TASK TO CARRY OUT →
Could you reproduce, word for word, everything below from the line containing "You are a GUI" down to the line containing "This screenshot has", with both of those lines included and no others?

PROVIDED MATERIAL →
####

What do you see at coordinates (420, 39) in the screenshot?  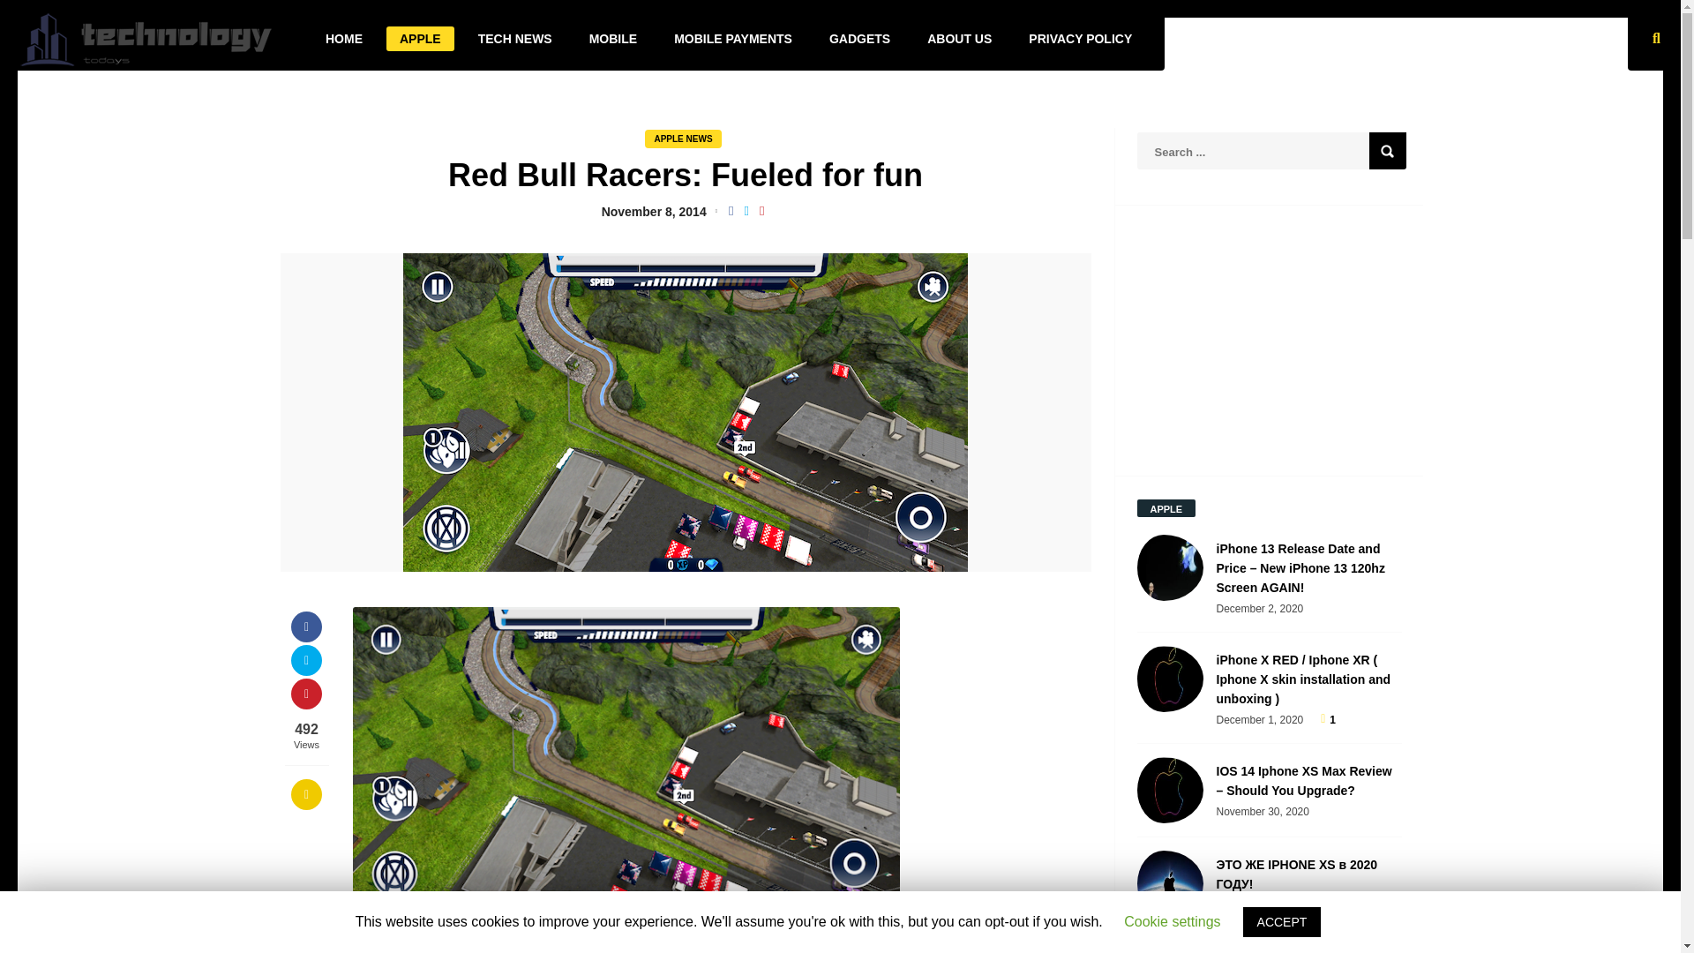 I see `APPLE` at bounding box center [420, 39].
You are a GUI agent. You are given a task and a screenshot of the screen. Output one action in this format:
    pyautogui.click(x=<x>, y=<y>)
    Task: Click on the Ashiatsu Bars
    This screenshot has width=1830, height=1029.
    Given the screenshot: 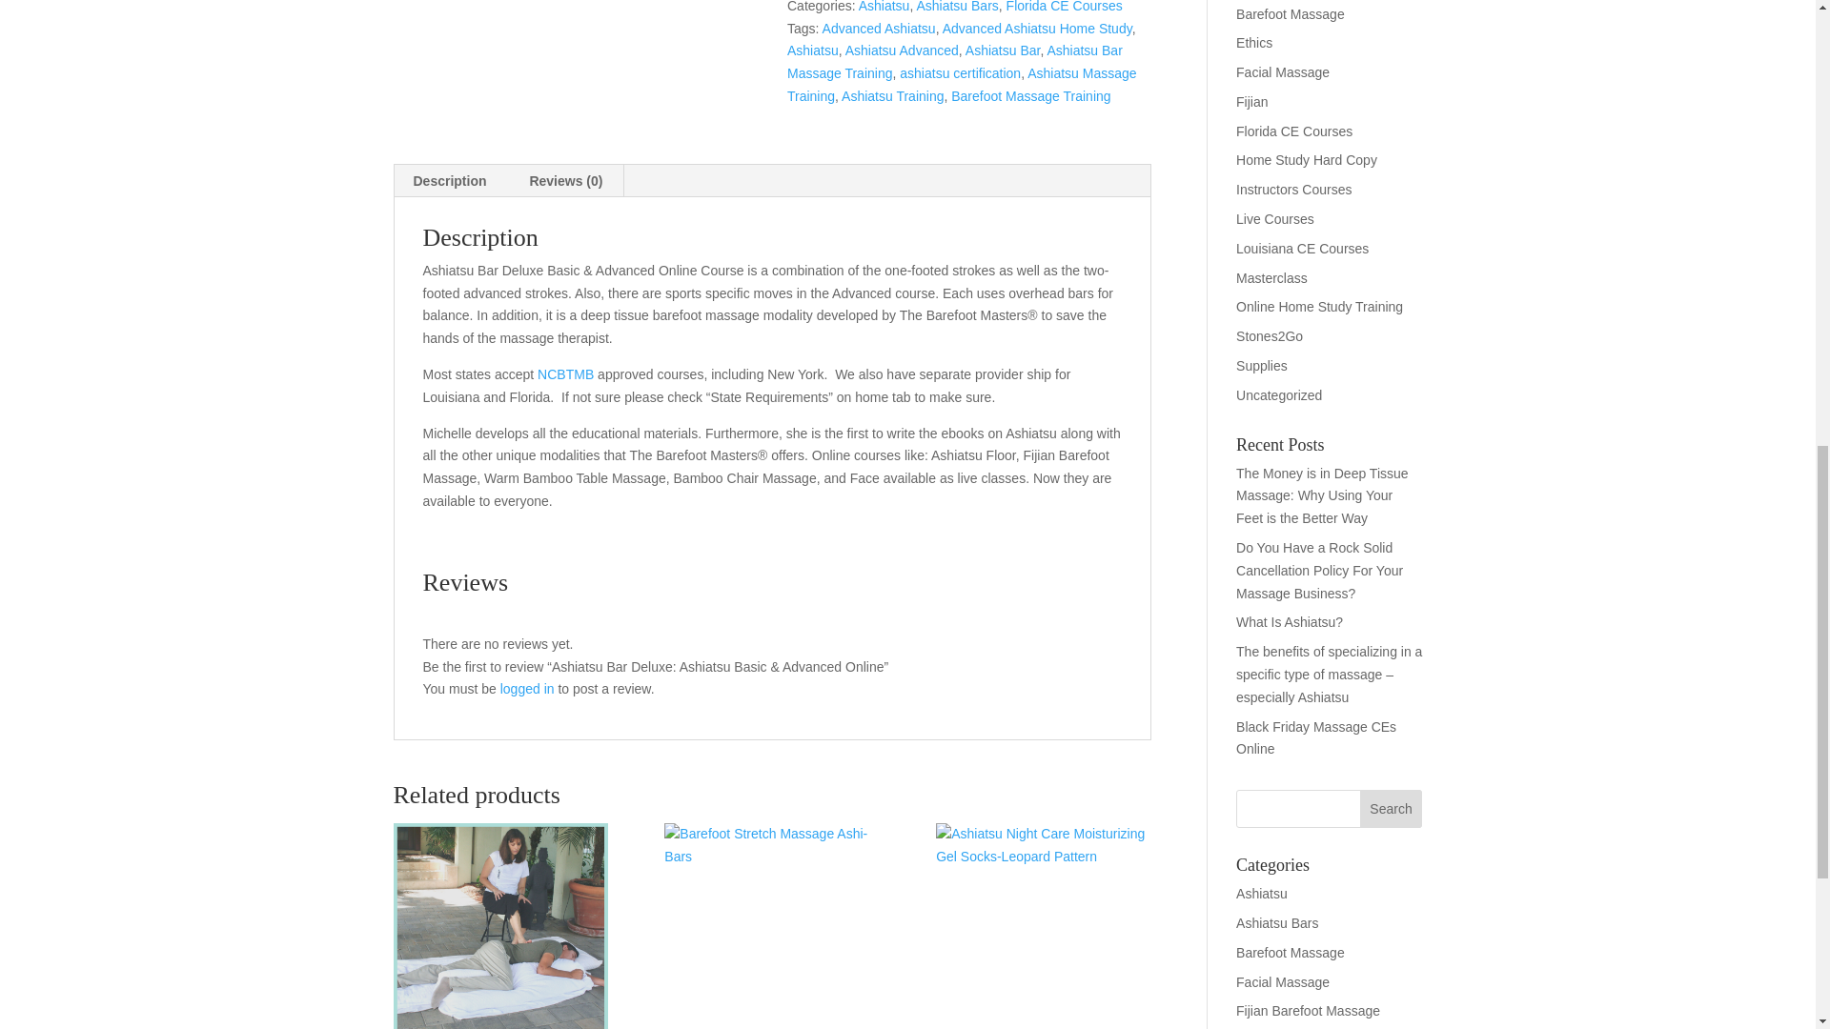 What is the action you would take?
    pyautogui.click(x=957, y=7)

####

EXPECTED ANSWER →
You are a GUI agent. You are given a task and a screenshot of the screen. Output one action in this format:
    pyautogui.click(x=<x>, y=<y>)
    Task: Click on the Ashiatsu Bars
    This screenshot has width=1830, height=1029.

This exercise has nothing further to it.